For your company, creating performance quality parts is at once complex and incredibly delicate, meaning that your production flows are often constrained by the presence or absence of key resources and materials (e.g. the alloys that make up the products). Each part depends on a number of components that have to be on hand for production, but small variations in the makeup of various products make it difficult to accurately track the production requirements of each order that needs to be fulfilled. Low production visibility makes it difficult to group together orders with similar attributes and resource requirements, meaning that reaching an optimal distribution of tasks for a given set of orders is virtually impossible.
These types of issues are far from uncommon in the automotive manufacturing sector, but you're invested in implementing a multi-stage planning solution that alleviates pain points like complex material requirements and difficult production sequencing. What steps can you take to get there?
Your first step in working to improve your planning workflows is to adopt a component scheduling solution, which should easily integrate right off the bat with your existing ERP system in order to turn order management data, scrap data, and inventory levels into legible, usable production orders. In this way, you can get a handle on your existing capacity needs and begin building out a planning framework that accounts for the similarities and differences of each order in terms of materials and sequencing requirements. Thus, rather than manually creating each order as it comes in, planners gain the benefits of automatically generated orders: reduced administrative labor, plus decreased potential for silos, assuming you integrate an easily accessible interface that ensures that mission critical order data can be accessed by key stakeholders.
With all of your orders centralized and standardized, you can begin work on the next phase of integration for your multi-stage planning workflow: attribute and constraint management.

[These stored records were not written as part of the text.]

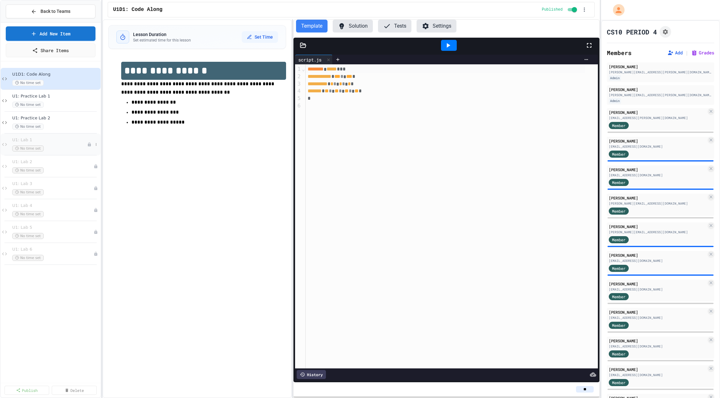  What do you see at coordinates (96, 144) in the screenshot?
I see `button: More options` at bounding box center [96, 144].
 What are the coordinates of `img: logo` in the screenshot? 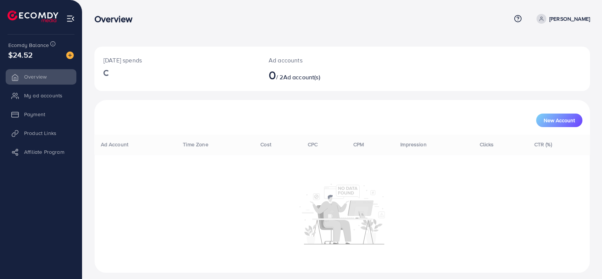 It's located at (33, 16).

Because each individual order has been made available in the scheduling interface, they can also be tagged with the necessary materials, resources, and restrictions that go with each product, and then grouped together based on those materials and restrictions. As a result, production plans can be managed in a dynamic, optimized way. If, for instance, a shipment of a particular resource was late, production plans could easily be altered so that all of the products that didn’t require that resource could be grouped together and manufactured first thing while planners waited for the late materials to arrive.

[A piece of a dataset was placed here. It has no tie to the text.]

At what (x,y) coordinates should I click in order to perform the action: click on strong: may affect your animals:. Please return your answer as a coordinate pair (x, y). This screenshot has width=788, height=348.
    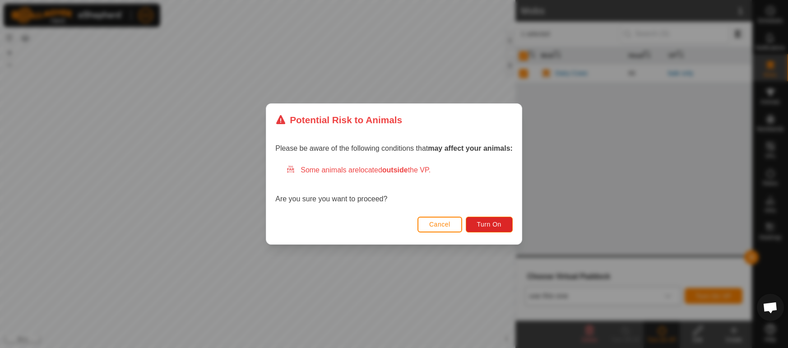
    Looking at the image, I should click on (471, 148).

By the same token, all products that feature a specific restriction (like a cool-down process between production stages or a manual intervention within an otherwise automated workflow) could be grouped strategically in such a way as to maximize production capacity. If two separate parts orders needed to be fulfilled, for instance, planners could visualize the total time and cost of doing one order after the other compared to slotting different components sections of each order in an alternating manner, and then choose the optimal path from there. Advanced algorithms could group production workflows together in such a way as to cause synergy and synchronicity, thereby increasing efficiency, shortening lead times, and staving off disruptions.
With each order centralized and grouped by attributes and constraints, you should be able to position yourself to choose the optimal production scheme for any given order or group of orders. Not only that, but if this information is aggregated in a highly visible way within an adaptable planning view module, planners can perform extensive analyses, calculations, and “what-if” scenarios for all of their plans. The result is a level of coverage and flexibility within any given plan that ensures that planners can make informed, optimized choices, even in the face of supply chain events or other unexpected bottlenecks or breakdowns.
The key here is that, whatever happens, planners are able to refer to a legible, centralized source of scheduling and order information. Confusion and complexity within production processes are reduced by tools designed to help planners understand their options and weigh each one against the other in terms of cost, lead-times, etc. In this way, your business can build an integrated approach to planning that matches your innovative manufacturing processes.